On 31/05/12 08:47, Thomas Hood wrote:
> In addition to devising an algorithm for dnsmasq to detect all and only
> NNNs, the implementation of which will no doubt take a while, we should
> consider implementing a quick fix too, along the lines suggested by
> Sergio in #19.  NM could be changed to do the following.
> 
> "If the nameserver address list to be fed to dnsmasq contains one or
> more local addresses followed by one or more non-local addresses then
> run dnsmasq with the --strict-order option."
> 
> I must confess that I am not sure what exactly should fall under "local
> addresses" here.  In IPv4 I presume that these would be the familiar
> ranges 10.0.0.0/8, 172.16.0.0/12, 192.168.0.0/16, but what about IPv6?

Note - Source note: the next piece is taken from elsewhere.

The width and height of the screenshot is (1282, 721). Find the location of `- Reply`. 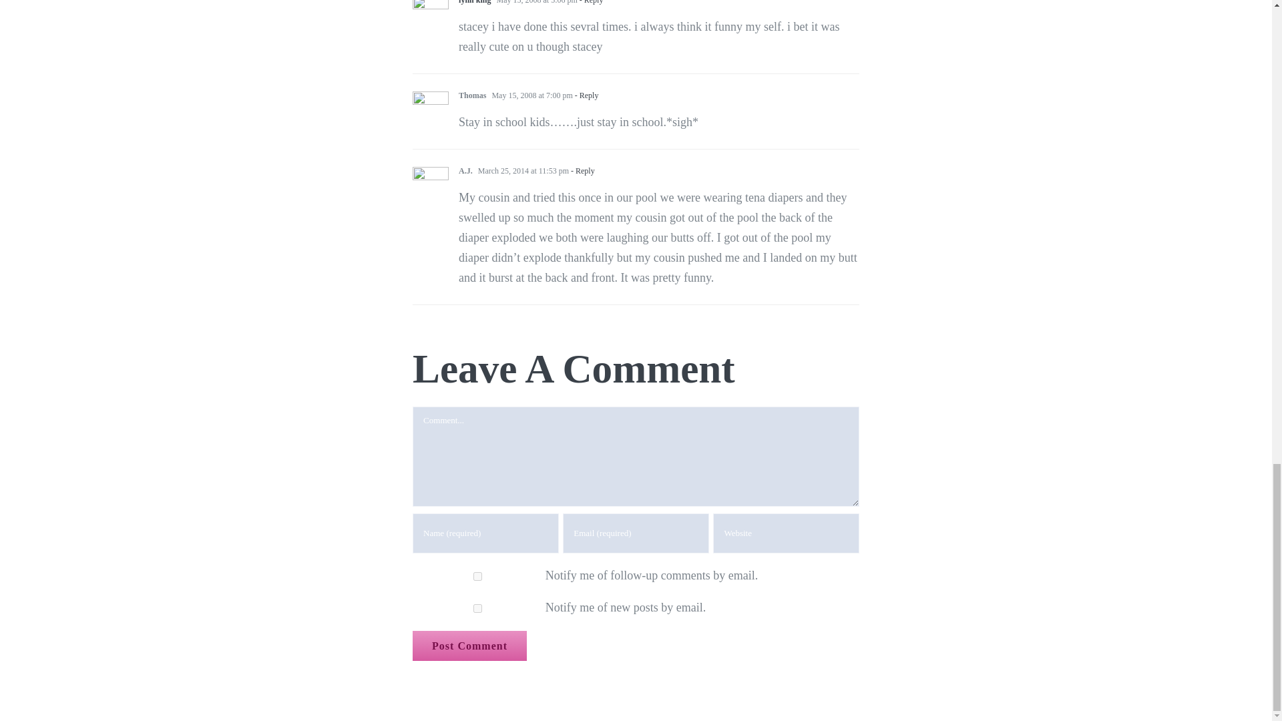

- Reply is located at coordinates (586, 95).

I think you're right for IPv4. For IPv6, I'm tempted to treat it as a
tabula rasa and explicitly not support NNNs. the rationale being that
NNN support is to work around historical bad practice and such bad
practice is not supported in the brave new world of IPv6. If that won't
fly, then the IPv6 equivalent would be link-local (fe80::/64),
site-local (fec0::/10) and ULAs (block fc00::/7), I think.

> Nevertheless, I think we can safely proceed with this fix without being
> sure that we have exactly the right definition of local address since
> dnsmasq works no worse than libc in strict-order mode.
> 
> ** Also affects: dnsmasq (Ubuntu)
>    Importance: Undecided
>        Status: New
> 
> ** Also affects: resolvconf (Ubuntu)
>    Importance: Undecided
>        Status: New
>

-- 
You received this bug notification because you are a member of Desktop
Packages, which is subscribed to network-manager in Ubuntu.
https://bugs.launchpad.net/bugs/1003842

Title:
  dnsmasq sometimes fails to resolve private names in networks with non-
  equivalent nameservers

Status in “dnsmasq” package in Ubuntu:
  New
Status in “network-manager” package in Ubuntu:
  Confirmed
Status in “resolvconf” package in Ubuntu:
  New

Bug description:
  A number of reports already filed against network-manager seem to
  reflect this problem, but to make things very clear I am opening a new
  report.  Where appropriate I will mark other reports as duplicates of
  this one.

  Consider a pre-Precise system with the following /etc/resolv.conf:

      nameserver 192.168.0.1
      nameserver 8.8.8.8

  The first address is the address of a nameserver on the LAN that can
  resolve both private and public domain names.  The second address is
  the address of a nameserver on the Internet that can resolve only
  public names.

  This setup works fine because the GNU resolver always tries the first-
  listed address first.

  Now the administrator upgrades to Precise and instead of writing the
  above to resolv.conf, NetworkManager writes

      server=192.168.0.1
      server=8.8.8.8

  to /var/run/nm-dns-dnsmasq.conf and "nameserver 127.0.0.1" to
  resolv.conf.  Resolution of private domain names is now broken because
  dnsmasq treats the two upstream nameservers as equals and uses the
  faster one, which could be 8.8.8.8.